This international collection provides a comprehensive overview of twin cities in different circumstances - from the emergent to the recently amalgamated, on 'soft' and 'hard' borders, with post-colonial heritage, in post-conflict environments and under strain.
With examples from Europe, the Middle East, Africa, Asia, South America, North America and the Caribbean, the volume sees twin cities as intense thermometers for developments in the wider urban world globally. It offers interdisciplinary perspectives that bridge history, politics, culture, economy, geography and other fields, applying these lenses to examples of twin cities in remote places. Providing a comparative approach and drawing on a range of methodologies, the book explores where and how twin cities arise; what twin cities can tell us about international borders; and the way in which some twin cities bear the spatial marks of their colonial past. The chapters explore the impact on twin-city relations of contemporary pressures, such as mass migration, the rise of populism, East-West tensions, international crime, surveillance, rebordering trends and epidemiological risks triggered by the COVID-19 pandemic. With case studies across the continents, this volume for the first time extends twin-city debates to fictional imaginings of twin cities.
Twin Cities across Five Continents is a valuable resource for researchers in the fields of anthropology, history, geography, urban studies, border studies, international relations and global development as well as for students in these disciplines.
About the Author: Ekaterina Mikhailova is Postdoctoral Researcher at the Department of Geography and Environment, University of Geneva and Visiting Lecturer at the Graduate Institute of International Development Studies (Swit\erland). Ekaterina's work lies at the crossroads of urban studies, border studies and Russian studies.
John Garrard was Senior Lecturer in Politics and Contemporary History at Salford University (UK) until 2011. Although primarily a historian, his central teaching and research interests have bordered with political science.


→ What this task involves: Would you copy the entries that follow exactly, leaving out every picture?

Figure record listings
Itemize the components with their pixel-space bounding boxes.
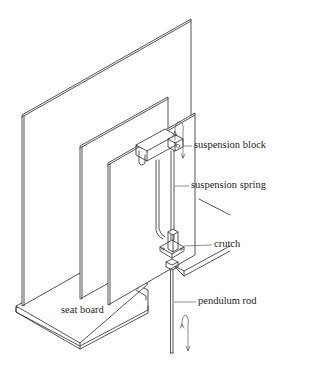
label-seat-board: seat board xyxy=(61,305,104,316)
label-crutch: crutch xyxy=(214,239,240,250)
curved-arrow-icon xyxy=(180,315,190,351)
cut-edge-line xyxy=(199,199,230,215)
label-pendulum-rod: pendulum rod xyxy=(198,296,257,307)
label-suspension-block: suspension block xyxy=(194,140,266,151)
label-suspension-spring: suspension spring xyxy=(191,180,266,191)
pendulum-rod xyxy=(171,270,174,353)
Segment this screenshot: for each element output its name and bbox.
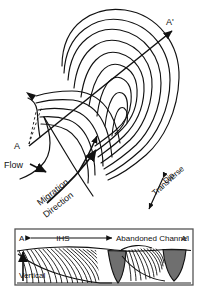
point-bar-figure: A A' Flow Migration Direction Dip Transv…	[0, 0, 207, 294]
section-dashed-guides	[29, 106, 42, 144]
label-flow: Flow	[4, 160, 24, 170]
flow-arrow	[30, 164, 46, 172]
label-transverse: Transverse	[150, 164, 186, 198]
scroll-bar-arcs	[62, 9, 179, 180]
label-section-end-aprime: A'	[166, 17, 174, 27]
xsec-label-abandoned-channel: Abandoned Channel	[116, 234, 189, 243]
xsec-label-a: A	[19, 234, 25, 243]
xsec-label-aprime: A'	[181, 234, 188, 243]
label-section-start-a: A	[14, 141, 20, 151]
section-line-a-aprime	[29, 31, 172, 146]
xsec-label-vertical: Vertical	[19, 271, 45, 280]
xsec-label-ihs: IHS	[56, 234, 69, 243]
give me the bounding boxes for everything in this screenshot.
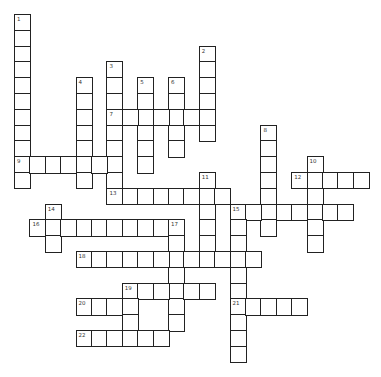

→ Answer box:
Itemize the components with their pixel-space bounding boxes.
label-seat-board: seat board xyxy=(61,305,104,316)
label-crutch: crutch xyxy=(214,239,240,250)
curved-arrow-icon xyxy=(180,315,190,351)
cut-edge-line xyxy=(199,199,230,215)
label-pendulum-rod: pendulum rod xyxy=(198,296,257,307)
label-suspension-block: suspension block xyxy=(194,140,266,151)
label-suspension-spring: suspension spring xyxy=(191,180,266,191)
pendulum-rod xyxy=(171,270,174,353)
Segment this screenshot: for each element output its name and bbox.
point-bar-figure: A A' Flow Migration Direction Dip Transv…	[0, 0, 207, 294]
section-dashed-guides	[29, 106, 42, 144]
label-flow: Flow	[4, 160, 24, 170]
flow-arrow	[30, 164, 46, 172]
label-transverse: Transverse	[150, 164, 186, 198]
scroll-bar-arcs	[62, 9, 179, 180]
label-section-end-aprime: A'	[166, 17, 174, 27]
xsec-label-abandoned-channel: Abandoned Channel	[116, 234, 189, 243]
xsec-label-a: A	[19, 234, 25, 243]
xsec-label-aprime: A'	[181, 234, 188, 243]
label-section-start-a: A	[14, 141, 20, 151]
section-line-a-aprime	[29, 31, 172, 146]
xsec-label-vertical: Vertical	[19, 271, 45, 280]
xsec-label-ihs: IHS	[56, 234, 69, 243]
give me the bounding boxes for everything in this screenshot.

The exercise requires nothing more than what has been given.